Wednesday, June 15, 2005
The Costs this Time
Been reading Bonhoeffer's Cost of Discipleship again, and am reminded by his prophetic critique of both church and state of the ongoing necessity to speak out at every opportunity against the war of choice we are fighting in Iraq. Although it gets very tiresome after three years to repeat the same opposition over and over, it is more important now than ever because it seems as if the public is finally itself growing weary from the war. Recent editorials in a variety of mainstream papers underscore the increasing discontent. While the infamous Downing Street memo doesn't reveal anything that antiwar activists didn't already assume, it strongly suggests that Congress and the American people were not being told the whole truth about Bush administration plans. Recent news reports suggest the same lack of candor concerning escalating air attacks on Iraq at a time when we were being told that all avenues short of war were being pursued. Although it remains difficult and often extremely unpopular to do so, part of the cost of discipleship in our time must be standing squarely in the public square to say "no" to this war. Truth deserves nothing less.
Tuesday, June 14, 2005
Hm ...
A wee thought for the day:
"Theology does not dictate political or military strategy, and to identify a particular policy with Christian morality pure and simple is dishonesty and opportunism." Thomas Merton wrote those words more than 40 years ago in reflecting on the Cold War and the moral challenge presented by nuclear weapons. Imagine the heartache saved the body politic if we'd listened to him.
"Theology does not dictate political or military strategy, and to identify a particular policy with Christian morality pure and simple is dishonesty and opportunism." Thomas Merton wrote those words more than 40 years ago in reflecting on the Cold War and the moral challenge presented by nuclear weapons. Imagine the heartache saved the body politic if we'd listened to him.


Using the entries that follow, give only the number of lines with the word "headed" in them.

Figure record extracts:
%%

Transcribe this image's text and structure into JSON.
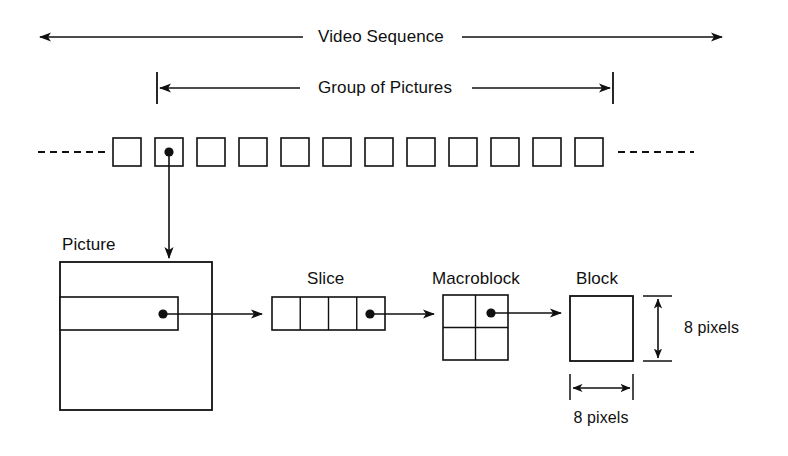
{
  "diagram": {
    "background_color": "#ffffff",
    "line_color": "#101010",
    "text_color": "#101010"
  },
  "spans": {
    "video_sequence": {
      "label": "Video Sequence",
      "arrow_style": "double-headed",
      "x_start": 40,
      "x_end": 722,
      "y": 37,
      "label_center_x": 381
    },
    "group_of_pictures": {
      "label": "Group of Pictures",
      "arrow_style": "double-headed-with-end-bars",
      "x_start": 157,
      "x_end": 613,
      "y": 88,
      "label_center_x": 385
    }
  },
  "frame_strip": {
    "name": "picture-frame-strip",
    "frame_count": 12,
    "frame_width": 28,
    "frame_height": 28,
    "frame_pitch": 42,
    "first_frame_x": 113,
    "y_top": 138,
    "dashed_lead_in": true,
    "dashed_lead_out": true,
    "marked_frame_index": 2,
    "marker": "black-dot"
  },
  "stages": [
    {
      "id": "picture",
      "label": "Picture",
      "label_x": 62,
      "label_y": 236,
      "box": {
        "x": 60,
        "y": 262,
        "w": 152,
        "h": 148
      },
      "slice_strip": {
        "x": 60,
        "y": 297,
        "w": 118,
        "h": 33
      },
      "dot": {
        "x": 163,
        "y": 314
      }
    },
    {
      "id": "slice",
      "label": "Slice",
      "label_x": 328,
      "label_y": 270,
      "box": {
        "x": 272,
        "y": 297,
        "w": 113,
        "h": 33
      },
      "cells": 4,
      "dot": {
        "x": 370,
        "y": 314
      }
    },
    {
      "id": "macroblock",
      "label": "Macroblock",
      "label_x": 476,
      "label_y": 270,
      "box": {
        "x": 443,
        "y": 295,
        "w": 65,
        "h": 65
      },
      "cells": "2x2",
      "dot": {
        "x": 491,
        "y": 313
      }
    },
    {
      "id": "block",
      "label": "Block",
      "label_x": 602,
      "label_y": 270,
      "box": {
        "x": 570,
        "y": 296,
        "w": 63,
        "h": 65
      }
    }
  ],
  "connectors": [
    {
      "from": "frame-2",
      "to": "picture-box",
      "direction": "down"
    },
    {
      "from": "picture-dot",
      "to": "slice-box",
      "direction": "right"
    },
    {
      "from": "slice-dot",
      "to": "macroblock-box",
      "direction": "right"
    },
    {
      "from": "macroblock-dot",
      "to": "block-box",
      "direction": "right"
    }
  ],
  "dimensions": {
    "block_height": {
      "label": "8 pixels",
      "orientation": "vertical",
      "label_x": 676,
      "label_y": 320,
      "line_x": 658,
      "y_top": 296,
      "y_bottom": 361
    },
    "block_width": {
      "label": "8 pixels",
      "orientation": "horizontal",
      "label_center_x": 601,
      "label_y": 418,
      "line_y": 388,
      "x_left": 570,
      "x_right": 633
    }
  }
}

%%

* **Finished task**
2